“Then she took up the bodice and examined it critically.
“‘It’s a bit rotten, of course,’ she remarked, pulling cautiously at the stuff, ‘but where’d you buy satin now to last as well as that? and bought abroad, too.’
“The subtlest inflection of resentment was in her tone.
“‘Here, give them to me,’ she said. ‘Granny can’t want these old rags, messing up the house. There’s little enough cupboard room anyhow. I’ll put the shawl away up in the attic, for there’s wear in it yet, but the rest can go on the midden.’
“I detained her.
“‘Tell me first, how comes your grandmother to have these things?’
“She was surprised at my ignorance.
“‘To start with, she’s father’s grandmother, not mine. She’s so old, I forget her mostly.... She’s ninety-six, ninety-seven come Christmas. We’re wondering if she’ll last to a hundred.’
“How callous she was! Triply callous, I thought, because of her own youth, because of her great-grandmother’s extreme age, and because of the natural philosophic indifference of her class towards life and death.
“‘She was a dancer, once, you know,’ she went on. ‘Used to dance on the stage, and my great-grandfather found her there, and married her. What a tiny little thing she must have been, just look at this,’ and she held the little bodice across her own breast with a gay laugh, like a child trying to put on the clothes of its biggest doll.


For each line in the records that contains "bounding", make a copy.

Available data:
⁂
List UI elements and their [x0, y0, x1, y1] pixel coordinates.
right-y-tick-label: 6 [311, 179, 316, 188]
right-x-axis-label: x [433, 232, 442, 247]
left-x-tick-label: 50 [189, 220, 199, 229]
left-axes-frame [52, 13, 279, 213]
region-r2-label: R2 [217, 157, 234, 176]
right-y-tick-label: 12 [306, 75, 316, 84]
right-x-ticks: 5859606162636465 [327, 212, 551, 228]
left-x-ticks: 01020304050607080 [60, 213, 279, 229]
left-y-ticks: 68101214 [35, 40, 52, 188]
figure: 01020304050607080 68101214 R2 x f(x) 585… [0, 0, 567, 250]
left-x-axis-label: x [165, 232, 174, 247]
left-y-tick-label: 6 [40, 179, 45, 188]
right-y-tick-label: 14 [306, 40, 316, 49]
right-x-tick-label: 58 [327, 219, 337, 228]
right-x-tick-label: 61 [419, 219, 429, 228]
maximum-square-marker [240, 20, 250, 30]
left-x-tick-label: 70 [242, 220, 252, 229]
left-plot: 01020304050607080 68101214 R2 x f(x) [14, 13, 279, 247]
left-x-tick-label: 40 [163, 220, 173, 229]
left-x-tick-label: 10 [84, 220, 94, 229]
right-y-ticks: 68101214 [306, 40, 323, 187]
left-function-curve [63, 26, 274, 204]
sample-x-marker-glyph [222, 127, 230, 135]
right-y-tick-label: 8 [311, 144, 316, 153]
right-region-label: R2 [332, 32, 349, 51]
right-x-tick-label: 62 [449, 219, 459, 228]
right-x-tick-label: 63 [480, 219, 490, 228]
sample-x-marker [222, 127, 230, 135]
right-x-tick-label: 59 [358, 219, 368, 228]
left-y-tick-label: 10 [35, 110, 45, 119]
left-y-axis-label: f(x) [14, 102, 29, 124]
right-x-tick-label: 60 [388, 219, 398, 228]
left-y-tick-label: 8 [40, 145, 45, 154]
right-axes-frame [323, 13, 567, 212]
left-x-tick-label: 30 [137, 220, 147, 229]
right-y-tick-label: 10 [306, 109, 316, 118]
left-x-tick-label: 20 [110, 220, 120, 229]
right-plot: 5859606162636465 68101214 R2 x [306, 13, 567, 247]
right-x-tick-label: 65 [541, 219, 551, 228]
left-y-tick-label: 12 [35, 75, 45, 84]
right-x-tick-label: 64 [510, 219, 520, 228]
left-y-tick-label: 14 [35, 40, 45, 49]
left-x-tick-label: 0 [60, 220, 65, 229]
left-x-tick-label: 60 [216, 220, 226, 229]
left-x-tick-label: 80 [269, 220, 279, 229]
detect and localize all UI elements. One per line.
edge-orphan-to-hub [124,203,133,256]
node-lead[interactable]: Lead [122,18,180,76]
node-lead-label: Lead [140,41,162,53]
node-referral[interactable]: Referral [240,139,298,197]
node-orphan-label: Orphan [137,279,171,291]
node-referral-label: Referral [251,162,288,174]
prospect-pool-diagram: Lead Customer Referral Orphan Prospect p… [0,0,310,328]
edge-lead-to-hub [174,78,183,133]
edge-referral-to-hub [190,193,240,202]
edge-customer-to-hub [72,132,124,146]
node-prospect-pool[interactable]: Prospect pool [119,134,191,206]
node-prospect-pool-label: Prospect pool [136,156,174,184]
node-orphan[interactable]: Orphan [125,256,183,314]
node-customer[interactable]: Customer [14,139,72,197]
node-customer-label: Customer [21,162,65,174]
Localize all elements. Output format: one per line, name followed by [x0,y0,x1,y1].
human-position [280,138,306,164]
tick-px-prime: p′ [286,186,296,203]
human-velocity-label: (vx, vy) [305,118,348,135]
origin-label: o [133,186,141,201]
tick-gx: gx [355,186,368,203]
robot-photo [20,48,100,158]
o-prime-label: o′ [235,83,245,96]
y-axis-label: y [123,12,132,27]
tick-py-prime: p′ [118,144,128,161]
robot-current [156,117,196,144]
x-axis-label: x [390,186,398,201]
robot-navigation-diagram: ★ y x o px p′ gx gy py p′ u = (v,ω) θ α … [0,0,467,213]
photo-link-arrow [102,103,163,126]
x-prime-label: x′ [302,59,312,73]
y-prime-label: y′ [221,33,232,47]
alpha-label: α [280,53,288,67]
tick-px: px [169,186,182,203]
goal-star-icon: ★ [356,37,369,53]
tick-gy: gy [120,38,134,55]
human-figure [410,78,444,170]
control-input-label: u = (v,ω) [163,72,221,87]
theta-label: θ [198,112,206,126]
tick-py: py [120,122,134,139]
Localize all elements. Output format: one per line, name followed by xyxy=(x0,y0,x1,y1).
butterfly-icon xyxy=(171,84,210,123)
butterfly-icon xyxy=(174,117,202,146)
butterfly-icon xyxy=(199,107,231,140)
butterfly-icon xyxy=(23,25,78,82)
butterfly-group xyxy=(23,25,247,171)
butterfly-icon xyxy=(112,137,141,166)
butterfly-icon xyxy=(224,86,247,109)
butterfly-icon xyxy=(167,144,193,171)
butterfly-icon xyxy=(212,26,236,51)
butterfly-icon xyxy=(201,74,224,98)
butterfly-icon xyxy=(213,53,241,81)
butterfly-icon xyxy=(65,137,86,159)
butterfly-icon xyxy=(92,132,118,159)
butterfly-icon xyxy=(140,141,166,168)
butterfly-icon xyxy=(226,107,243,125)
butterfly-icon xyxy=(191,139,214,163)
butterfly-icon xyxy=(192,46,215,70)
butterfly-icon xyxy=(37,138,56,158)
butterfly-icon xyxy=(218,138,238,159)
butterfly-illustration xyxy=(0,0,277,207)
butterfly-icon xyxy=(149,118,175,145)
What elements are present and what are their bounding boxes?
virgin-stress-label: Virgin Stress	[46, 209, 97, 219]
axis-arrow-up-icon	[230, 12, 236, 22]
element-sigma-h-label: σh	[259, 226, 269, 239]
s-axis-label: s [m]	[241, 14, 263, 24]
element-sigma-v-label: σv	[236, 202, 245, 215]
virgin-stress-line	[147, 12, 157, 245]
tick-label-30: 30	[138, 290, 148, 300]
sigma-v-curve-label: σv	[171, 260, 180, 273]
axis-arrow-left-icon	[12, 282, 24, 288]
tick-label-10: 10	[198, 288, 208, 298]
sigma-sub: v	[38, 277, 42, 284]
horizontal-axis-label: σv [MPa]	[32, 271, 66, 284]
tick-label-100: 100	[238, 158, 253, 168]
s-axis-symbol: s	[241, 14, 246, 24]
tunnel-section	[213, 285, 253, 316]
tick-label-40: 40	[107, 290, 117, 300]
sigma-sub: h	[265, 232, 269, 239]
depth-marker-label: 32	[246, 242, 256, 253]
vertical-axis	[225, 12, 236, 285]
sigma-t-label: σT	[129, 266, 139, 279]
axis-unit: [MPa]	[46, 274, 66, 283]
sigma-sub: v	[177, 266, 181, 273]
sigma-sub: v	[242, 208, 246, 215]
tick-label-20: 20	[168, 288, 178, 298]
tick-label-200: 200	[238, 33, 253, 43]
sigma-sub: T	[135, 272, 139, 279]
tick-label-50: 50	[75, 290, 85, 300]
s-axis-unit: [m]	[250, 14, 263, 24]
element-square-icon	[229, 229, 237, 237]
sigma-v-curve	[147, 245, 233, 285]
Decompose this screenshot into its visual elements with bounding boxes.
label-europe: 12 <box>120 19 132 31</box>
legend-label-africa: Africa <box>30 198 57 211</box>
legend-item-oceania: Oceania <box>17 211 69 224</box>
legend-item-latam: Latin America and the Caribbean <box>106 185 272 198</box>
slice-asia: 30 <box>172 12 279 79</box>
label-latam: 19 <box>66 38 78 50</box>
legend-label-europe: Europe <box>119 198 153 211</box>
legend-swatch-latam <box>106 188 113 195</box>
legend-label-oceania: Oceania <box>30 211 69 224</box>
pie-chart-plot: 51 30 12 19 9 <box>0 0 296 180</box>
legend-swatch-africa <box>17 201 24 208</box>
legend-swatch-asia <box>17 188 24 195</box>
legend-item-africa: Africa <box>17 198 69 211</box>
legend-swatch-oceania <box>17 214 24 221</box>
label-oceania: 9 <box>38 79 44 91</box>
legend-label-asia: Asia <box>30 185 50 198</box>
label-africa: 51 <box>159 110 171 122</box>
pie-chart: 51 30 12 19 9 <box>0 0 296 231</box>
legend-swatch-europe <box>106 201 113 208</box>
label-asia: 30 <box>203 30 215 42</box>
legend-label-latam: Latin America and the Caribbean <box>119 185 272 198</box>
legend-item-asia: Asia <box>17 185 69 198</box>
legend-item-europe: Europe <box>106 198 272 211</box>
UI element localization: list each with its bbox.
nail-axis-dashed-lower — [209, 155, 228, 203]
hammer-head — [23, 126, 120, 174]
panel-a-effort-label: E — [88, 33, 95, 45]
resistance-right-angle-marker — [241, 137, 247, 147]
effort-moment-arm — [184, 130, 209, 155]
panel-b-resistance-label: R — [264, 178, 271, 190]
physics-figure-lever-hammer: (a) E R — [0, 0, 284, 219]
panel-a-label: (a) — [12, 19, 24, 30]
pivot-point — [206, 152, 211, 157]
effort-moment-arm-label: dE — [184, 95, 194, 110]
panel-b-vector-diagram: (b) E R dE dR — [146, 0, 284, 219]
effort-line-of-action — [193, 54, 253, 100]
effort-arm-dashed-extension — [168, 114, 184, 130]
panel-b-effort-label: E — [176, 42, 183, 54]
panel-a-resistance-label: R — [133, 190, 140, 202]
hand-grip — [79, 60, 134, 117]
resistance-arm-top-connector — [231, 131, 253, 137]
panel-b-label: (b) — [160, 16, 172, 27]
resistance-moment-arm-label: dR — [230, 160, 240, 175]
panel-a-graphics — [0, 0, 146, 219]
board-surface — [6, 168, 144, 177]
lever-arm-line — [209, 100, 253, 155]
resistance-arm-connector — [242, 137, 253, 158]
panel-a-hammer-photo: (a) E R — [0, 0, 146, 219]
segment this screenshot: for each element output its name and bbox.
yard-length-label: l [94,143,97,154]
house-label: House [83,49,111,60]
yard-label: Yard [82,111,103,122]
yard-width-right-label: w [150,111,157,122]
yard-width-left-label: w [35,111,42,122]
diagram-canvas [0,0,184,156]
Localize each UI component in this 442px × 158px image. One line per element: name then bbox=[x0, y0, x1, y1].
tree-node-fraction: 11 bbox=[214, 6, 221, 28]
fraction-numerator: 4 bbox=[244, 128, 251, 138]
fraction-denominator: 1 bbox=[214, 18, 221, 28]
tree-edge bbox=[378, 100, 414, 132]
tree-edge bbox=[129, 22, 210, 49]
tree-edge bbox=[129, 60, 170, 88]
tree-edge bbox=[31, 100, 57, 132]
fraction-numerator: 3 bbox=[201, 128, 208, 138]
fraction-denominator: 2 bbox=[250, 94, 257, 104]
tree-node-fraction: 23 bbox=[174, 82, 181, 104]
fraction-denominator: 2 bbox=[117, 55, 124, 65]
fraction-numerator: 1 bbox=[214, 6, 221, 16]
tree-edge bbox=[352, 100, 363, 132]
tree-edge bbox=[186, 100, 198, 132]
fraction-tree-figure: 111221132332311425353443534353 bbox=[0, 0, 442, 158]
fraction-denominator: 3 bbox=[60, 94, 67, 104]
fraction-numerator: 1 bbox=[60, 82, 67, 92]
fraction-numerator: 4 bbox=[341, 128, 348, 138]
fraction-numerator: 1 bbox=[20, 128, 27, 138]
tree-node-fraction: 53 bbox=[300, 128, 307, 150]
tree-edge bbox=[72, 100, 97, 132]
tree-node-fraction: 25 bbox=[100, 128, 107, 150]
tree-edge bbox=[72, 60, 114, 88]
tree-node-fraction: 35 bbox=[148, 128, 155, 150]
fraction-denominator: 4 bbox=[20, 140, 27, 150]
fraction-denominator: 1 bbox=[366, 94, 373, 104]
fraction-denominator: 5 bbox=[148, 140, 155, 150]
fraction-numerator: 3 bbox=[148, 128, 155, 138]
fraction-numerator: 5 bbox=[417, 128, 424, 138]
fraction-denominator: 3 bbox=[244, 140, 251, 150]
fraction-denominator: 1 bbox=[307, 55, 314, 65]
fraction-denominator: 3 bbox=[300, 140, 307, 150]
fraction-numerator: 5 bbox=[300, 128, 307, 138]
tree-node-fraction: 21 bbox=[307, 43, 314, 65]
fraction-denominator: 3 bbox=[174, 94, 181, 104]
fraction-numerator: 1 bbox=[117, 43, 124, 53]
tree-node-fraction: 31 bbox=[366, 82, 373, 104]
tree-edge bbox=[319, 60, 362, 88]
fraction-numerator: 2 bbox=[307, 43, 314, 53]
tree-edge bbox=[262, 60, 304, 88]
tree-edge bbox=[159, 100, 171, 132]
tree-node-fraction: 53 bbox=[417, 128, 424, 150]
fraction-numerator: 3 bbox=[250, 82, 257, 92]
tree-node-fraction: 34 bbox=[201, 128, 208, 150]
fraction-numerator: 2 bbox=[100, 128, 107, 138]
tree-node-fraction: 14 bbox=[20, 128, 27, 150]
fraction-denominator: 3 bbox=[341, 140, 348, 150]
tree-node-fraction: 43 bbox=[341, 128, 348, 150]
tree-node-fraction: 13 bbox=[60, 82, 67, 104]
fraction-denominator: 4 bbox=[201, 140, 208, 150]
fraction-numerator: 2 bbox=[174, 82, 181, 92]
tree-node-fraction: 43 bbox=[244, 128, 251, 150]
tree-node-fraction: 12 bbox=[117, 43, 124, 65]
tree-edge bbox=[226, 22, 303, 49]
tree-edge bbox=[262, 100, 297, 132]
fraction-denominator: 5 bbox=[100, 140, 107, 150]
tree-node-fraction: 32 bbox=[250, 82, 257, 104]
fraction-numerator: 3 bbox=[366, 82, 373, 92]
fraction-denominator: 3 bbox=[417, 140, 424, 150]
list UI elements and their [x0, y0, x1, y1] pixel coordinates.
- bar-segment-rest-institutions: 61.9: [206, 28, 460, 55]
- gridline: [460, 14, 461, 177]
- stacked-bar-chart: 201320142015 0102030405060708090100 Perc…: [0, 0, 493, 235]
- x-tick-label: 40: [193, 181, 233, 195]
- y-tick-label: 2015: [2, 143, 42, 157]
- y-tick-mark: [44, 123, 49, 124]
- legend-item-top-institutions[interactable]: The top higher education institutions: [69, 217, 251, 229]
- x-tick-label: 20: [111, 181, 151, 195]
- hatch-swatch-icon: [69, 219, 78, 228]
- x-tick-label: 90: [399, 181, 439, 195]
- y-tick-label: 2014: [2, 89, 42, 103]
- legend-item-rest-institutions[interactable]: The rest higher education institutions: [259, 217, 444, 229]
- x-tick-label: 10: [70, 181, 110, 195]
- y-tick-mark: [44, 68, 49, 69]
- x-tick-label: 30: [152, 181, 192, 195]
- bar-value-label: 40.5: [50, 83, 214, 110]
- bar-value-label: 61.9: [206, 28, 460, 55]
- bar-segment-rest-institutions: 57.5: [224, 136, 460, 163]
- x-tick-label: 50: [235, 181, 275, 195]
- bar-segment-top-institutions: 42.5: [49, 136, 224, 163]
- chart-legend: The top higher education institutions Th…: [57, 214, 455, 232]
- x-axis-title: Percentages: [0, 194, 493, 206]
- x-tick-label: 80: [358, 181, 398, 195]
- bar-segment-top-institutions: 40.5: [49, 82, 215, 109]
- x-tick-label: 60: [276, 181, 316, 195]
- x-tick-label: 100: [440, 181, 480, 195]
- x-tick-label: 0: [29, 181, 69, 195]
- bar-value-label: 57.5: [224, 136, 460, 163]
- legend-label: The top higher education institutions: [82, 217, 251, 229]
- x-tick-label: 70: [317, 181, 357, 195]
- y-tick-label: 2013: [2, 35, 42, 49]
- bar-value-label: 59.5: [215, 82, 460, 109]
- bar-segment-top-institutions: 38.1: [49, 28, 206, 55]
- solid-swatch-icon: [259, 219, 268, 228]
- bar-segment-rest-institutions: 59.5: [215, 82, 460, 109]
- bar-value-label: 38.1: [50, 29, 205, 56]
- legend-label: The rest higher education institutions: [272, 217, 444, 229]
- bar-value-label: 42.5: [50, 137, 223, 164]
⁂
Exercise answer:
What elements are present and what are their bounding boxes?
Decompose this screenshot into its visual elements with bounding boxes.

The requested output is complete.